Here at Bwog, we do our best to bring your attention to important guest lecturers and special events on campus. If you notice any events excluded from our calendar or have a correction, let us know in the comments or email events@bwog.com.

Check out Bwog’s event’s calendar, which will attempt to compile every campus event across departments and student groups into one easily accessible Google Calendar! We’re still working out some technical difficulties on our end, but if you have any suggestions, issues, or want to make sure your event is included, drop us a line in the comments or by emailing events@bwog.com.

Student Event Spotlight

A new semester means new student events! If your club or organization is interested in having your event featured in our weekly roundup, please submit them to events@bwog.com or DM us on Instagram @bwog.

Reccommended

On Tuesday from 12:00-1:00 pm, the Center on Global Energy Policy will be hosting African Perspectives on Climate and Climate Politics. This event, which is part of a new webinar series from the Center, will bring together voices from different part of the continent to explore the historical role played by African states in global discussions, look at African priorities in climate diplomacy on a regional and global level, and to identify ways in which African economic, bureaucratic, and political realities will intersect with international negotiations in the future. 
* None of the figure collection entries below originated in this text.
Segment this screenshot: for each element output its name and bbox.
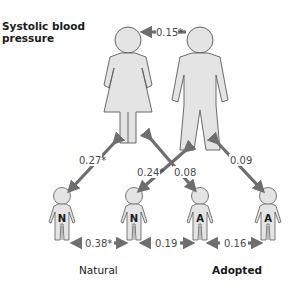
- child-letter: A: [264, 213, 272, 224]
- child-letter: N: [130, 213, 138, 224]
- coef-adopted-adopted: 0.16: [224, 238, 246, 249]
- coef-natural-adopted: 0.19: [155, 238, 177, 249]
- child-adopted-2: A: [255, 188, 281, 241]
- child-natural-2: N: [121, 188, 147, 241]
- child-letter: N: [58, 213, 66, 224]
- coef-mother-adopted: 0.08: [174, 167, 196, 178]
- father-figure: [172, 27, 228, 150]
- coef-mother-natural: 0.27*: [79, 155, 106, 166]
- group-label-adopted: Adopted: [212, 264, 262, 276]
- child-letter: A: [196, 213, 204, 224]
- coef-mother-father: 0.15*: [156, 27, 183, 38]
- child-natural-1: N: [49, 188, 75, 241]
- group-label-natural: Natural: [79, 264, 118, 276]
- child-adopted-1: A: [187, 188, 213, 241]
- mother-figure: [104, 27, 152, 143]
- coef-father-natural: 0.24*: [137, 167, 164, 178]
- correlation-diagram: N N A A 0.15* 0.27* 0.24*: [0, 0, 304, 288]
- correlation-arrows: [70, 32, 262, 243]
- coef-natural-natural: 0.38*: [85, 238, 112, 249]
- coef-father-adopted: 0.09: [230, 155, 252, 166]
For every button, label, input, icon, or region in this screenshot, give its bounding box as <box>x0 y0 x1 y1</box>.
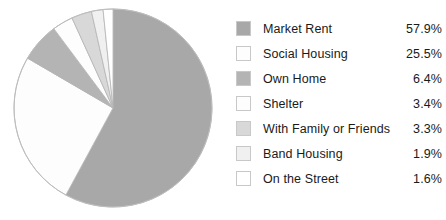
legend-item-value: 6.4% <box>413 72 442 86</box>
legend-item-value: 3.4% <box>413 97 442 111</box>
legend-item-label: Shelter <box>263 97 303 111</box>
legend-item-value: 25.5% <box>406 47 442 61</box>
legend-item-label: Own Home <box>263 72 326 86</box>
legend-item[interactable]: Own Home6.4% <box>236 66 446 91</box>
legend-swatch-with-family-or-friends <box>236 121 251 136</box>
legend-item[interactable]: Shelter3.4% <box>236 91 446 116</box>
legend-swatch-social-housing <box>236 46 251 61</box>
legend-item[interactable]: Social Housing25.5% <box>236 41 446 66</box>
legend-item[interactable]: With Family or Friends3.3% <box>236 116 446 141</box>
legend-swatch-on-the-street <box>236 171 251 186</box>
legend-item-label: Market Rent <box>263 22 332 36</box>
legend-item[interactable]: Band Housing1.9% <box>236 141 446 166</box>
pie-chart-figure: Market Rent57.9%Social Housing25.5%Own H… <box>0 0 446 220</box>
legend-swatch-own-home <box>236 71 251 86</box>
legend-swatch-band-housing <box>236 146 251 161</box>
legend-item-value: 57.9% <box>406 22 442 36</box>
legend-swatch-shelter <box>236 96 251 111</box>
legend-item-label: On the Street <box>263 172 339 186</box>
legend-swatch-market-rent <box>236 21 251 36</box>
legend-item-label: With Family or Friends <box>263 122 390 136</box>
legend-item-label: Band Housing <box>263 147 343 161</box>
legend-item-value: 1.9% <box>413 147 442 161</box>
chart-legend: Market Rent57.9%Social Housing25.5%Own H… <box>236 16 446 191</box>
legend-item-value: 1.6% <box>413 172 442 186</box>
pie-chart-svg <box>0 0 228 220</box>
legend-item-value: 3.3% <box>413 122 442 136</box>
legend-item[interactable]: Market Rent57.9% <box>236 16 446 41</box>
legend-item[interactable]: On the Street1.6% <box>236 166 446 191</box>
pie-chart-plot-area <box>0 0 228 220</box>
legend-item-label: Social Housing <box>263 47 348 61</box>
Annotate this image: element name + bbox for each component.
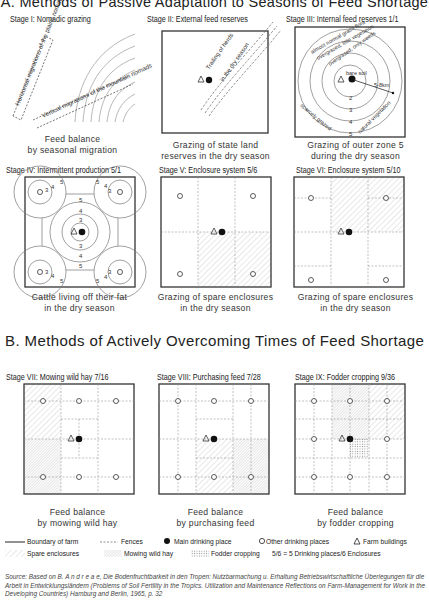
svg-text:3: 3 bbox=[45, 269, 49, 275]
caption-line: Feed balance bbox=[148, 507, 283, 518]
stage-4-diagram: 3 4 5 3 4 5 3 4 5 3 4 5 3 4 5 3 4 5 bbox=[24, 176, 136, 288]
cross-hatch-icon bbox=[191, 550, 209, 557]
caption-line: Grazing of outer zone 5 bbox=[288, 140, 423, 151]
svg-text:scarcely grazed: scarcely grazed bbox=[299, 102, 332, 131]
svg-text:3: 3 bbox=[79, 217, 83, 223]
svg-text:5: 5 bbox=[79, 263, 83, 269]
stage-6-diagram bbox=[293, 176, 405, 288]
svg-text:3: 3 bbox=[108, 269, 112, 275]
stage-5-diagram bbox=[160, 176, 272, 288]
dense-hatch-icon bbox=[104, 550, 122, 557]
main-drinking-place-icon bbox=[206, 77, 212, 83]
stage-2-label: Stage II: External feed reserves bbox=[147, 14, 248, 24]
legend-spare-enclosures: Spare enclosures bbox=[27, 549, 79, 558]
svg-text:4: 4 bbox=[349, 119, 353, 125]
svg-text:5: 5 bbox=[96, 179, 100, 185]
stage-9-diagram bbox=[294, 383, 408, 495]
svg-text:5: 5 bbox=[349, 131, 353, 137]
caption-line: Grazing of state land bbox=[148, 140, 283, 151]
stage-5-label: Stage V: Enclosure system 5/6 bbox=[159, 165, 257, 175]
caption-line: by purchasing feed bbox=[148, 518, 283, 529]
stage-9-label: Stage IX: Fodder cropping 9/36 bbox=[295, 372, 395, 382]
svg-text:4: 4 bbox=[79, 253, 83, 259]
svg-text:3: 3 bbox=[349, 107, 353, 113]
filled-circle-icon bbox=[163, 537, 171, 545]
stage-6-caption: Grazing of spare enclosures in the dry s… bbox=[288, 292, 423, 313]
stage-4-label: Stage IV: Intermittent production 5/1 bbox=[6, 165, 121, 175]
caption-line: by seasonal migration bbox=[5, 145, 140, 156]
vertical-migration-label: Vertical migrations of the mountain noma… bbox=[40, 62, 153, 120]
svg-text:3: 3 bbox=[79, 243, 83, 249]
stage-8-label: Stage VIII: Purchasing feed 7/28 bbox=[157, 372, 261, 382]
svg-text:4: 4 bbox=[51, 184, 55, 190]
solid-line-icon bbox=[5, 539, 25, 545]
legend-boundary: Boundary of farm bbox=[27, 537, 78, 546]
svg-text:3: 3 bbox=[45, 187, 49, 193]
stage-8-caption: Feed balance by purchasing feed bbox=[148, 507, 283, 528]
stage-8-diagram bbox=[158, 383, 272, 495]
caption-line: during the dry season bbox=[288, 151, 423, 162]
caption-line: Cattle living off their fat bbox=[12, 292, 147, 303]
open-circle-icon bbox=[258, 537, 266, 545]
farm-building-icon bbox=[338, 76, 344, 82]
section-b-title: B. Methods of Actively Overcoming Times … bbox=[5, 332, 424, 349]
stage-2-caption: Grazing of state land reserves in the dr… bbox=[148, 140, 283, 161]
svg-text:4: 4 bbox=[51, 273, 55, 279]
caption-line: Feed balance bbox=[5, 134, 140, 145]
caption-line: Feed balance bbox=[10, 507, 145, 518]
stage-3-label: Stage III: Internal feed reserves 1/1 bbox=[286, 14, 399, 24]
stage-3-caption: Grazing of outer zone 5 during the dry s… bbox=[288, 140, 423, 161]
svg-text:5: 5 bbox=[96, 278, 100, 284]
caption-line: by fodder cropping bbox=[288, 518, 423, 529]
triangle-icon bbox=[353, 537, 361, 545]
stage-7-caption: Feed balance by mowing wild hay bbox=[10, 507, 145, 528]
caption-line: in the dry season bbox=[12, 303, 147, 314]
stage-6-label: Stage VI: Enclosure system 5/10 bbox=[296, 165, 400, 175]
dashed-line-icon bbox=[100, 539, 118, 545]
figure-title: A. Methods of Passive Adaptation to Seas… bbox=[0, 0, 429, 10]
svg-text:3: 3 bbox=[108, 188, 112, 194]
stage-5-caption: Grazing of spare enclosures in the dry s… bbox=[148, 292, 283, 313]
caption-line: Grazing of spare enclosures bbox=[148, 292, 283, 303]
caption-line: in the dry season bbox=[288, 303, 423, 314]
caption-line: in the dry season bbox=[148, 303, 283, 314]
stage-1-caption: Feed balance by seasonal migration bbox=[5, 134, 140, 155]
legend-mowing-wild-hay: Mowing wild hay bbox=[124, 549, 173, 558]
main-drinking-place-icon bbox=[349, 76, 356, 83]
source-citation: Source: Based on B. A n d r e a e, Die B… bbox=[5, 573, 429, 599]
legend-other-drinking: Other drinking places bbox=[266, 537, 329, 546]
svg-text:natural vegetation: natural vegetation bbox=[356, 100, 391, 135]
stage-7-diagram bbox=[23, 383, 137, 495]
stage-3-diagram: bare soil 5-8km 2 3 4 5 overgrazed, only… bbox=[294, 26, 406, 138]
stage-1-diagram: Horizontal migrations of the plains noma… bbox=[5, 24, 140, 129]
stage-2-diagram: Trailing of herds in the dry season bbox=[161, 30, 275, 136]
svg-text:2: 2 bbox=[349, 95, 353, 101]
stage-9-caption: Feed balance by fodder cropping bbox=[288, 507, 423, 528]
svg-text:bare soil: bare soil bbox=[346, 70, 367, 76]
legend-ratio-explanation: 5/6 = 5 Drinking places/6 Enclosures bbox=[272, 549, 381, 558]
svg-text:4: 4 bbox=[79, 208, 83, 214]
farm-building-icon bbox=[198, 76, 204, 82]
legend-fences: Fences bbox=[121, 537, 143, 546]
caption-line: by mowing wild hay bbox=[10, 518, 145, 529]
legend-main-drinking: Main drinking place bbox=[174, 537, 232, 546]
legend-fodder-cropping: Fodder cropping bbox=[211, 549, 260, 558]
stage-7-label: Stage VII: Mowing wild hay 7/16 bbox=[6, 372, 109, 382]
caption-line: Grazing of spare enclosures bbox=[288, 292, 423, 303]
stage-4-caption: Cattle living off their fat in the dry s… bbox=[12, 292, 147, 313]
legend-farm-buildings: Farm buildings bbox=[363, 537, 407, 546]
caption-line: Feed balance bbox=[288, 507, 423, 518]
svg-text:5-8km: 5-8km bbox=[374, 82, 390, 88]
caption-line: reserves in the dry season bbox=[148, 151, 283, 162]
diagonal-hatch-icon bbox=[5, 550, 25, 557]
In order to ensure human wellbeing in the future, the global food system must be fundamentally transformed to operate within planetary resource boundaries. The Sustainable Development Goals (SDGs) recognize that companies are vital in achieving this change, but even as corporate sustainability efforts increase, there are fundamental challenges to corporate alignment with SDG goals. This session on Private Sector Alignment with the SDGs and Accountability to Achieve Food Systems Transformation on Thursday from 8:00-9:30 am will assess initiatives intended to support SDG alignment of the food sector. This event is co-organized by the World Business Council on Sustainable Development, the World Benchmarking Alliance, and Fixing the Business of Food in support of the UN Food Systems Summit. 

Dr. Waverly Duck, an urban sociologist and associate professor at the University of Pittsburgh, will be delivering a lecture focusing on how race in the US has become embedded in the everyday structures of day-to-day interaction to produce unconscious forms of racism. Register here for this online event, which will be Thursday from 10:00-11:00 am. 

Dr. Edward Chang from UCSF will be discussing significant advances in our understanding of how speech is processed by the cerebral cortex, and how this knowledge has been applied to the development of a “speech prosthesis” to restore speech for those living with paralysis. Click here to register for this event, which will be held in NoCo 501 from 11:00 am-12:00 pm.

This week’s lecture in the Ocean & Climate Physics Seminar series held by the Lamont Doherty Earth Observatory will be on the history of meteorology with Angelo Caglioti, assistant professor of history at Barnard. The event will be held at 11:00 am in the Monnell Auditorium at Lamont and will be streamed via Zoom. 

In a warming climate, ice shelves of the Antarctic Ice Sheet are prone to unstable retreat. Observation and modeling suggest that these areas may have collapsed before and could contribute significantly to sea-level rise, but the extent and timing of collapse remain unclear. This talk on Friday from 3:30-4:30 pm will focus on the physics of sea-level change, glacial isostatic adjustment, and solid Earth deformation after variations in the distribution of ice and water on Earth’s surface, and the implications of these changes on the stability and dynamics of the Antarctic Ice Sheet and its contributions to sea-level change. The zoom link for this talk will be available later in the week here.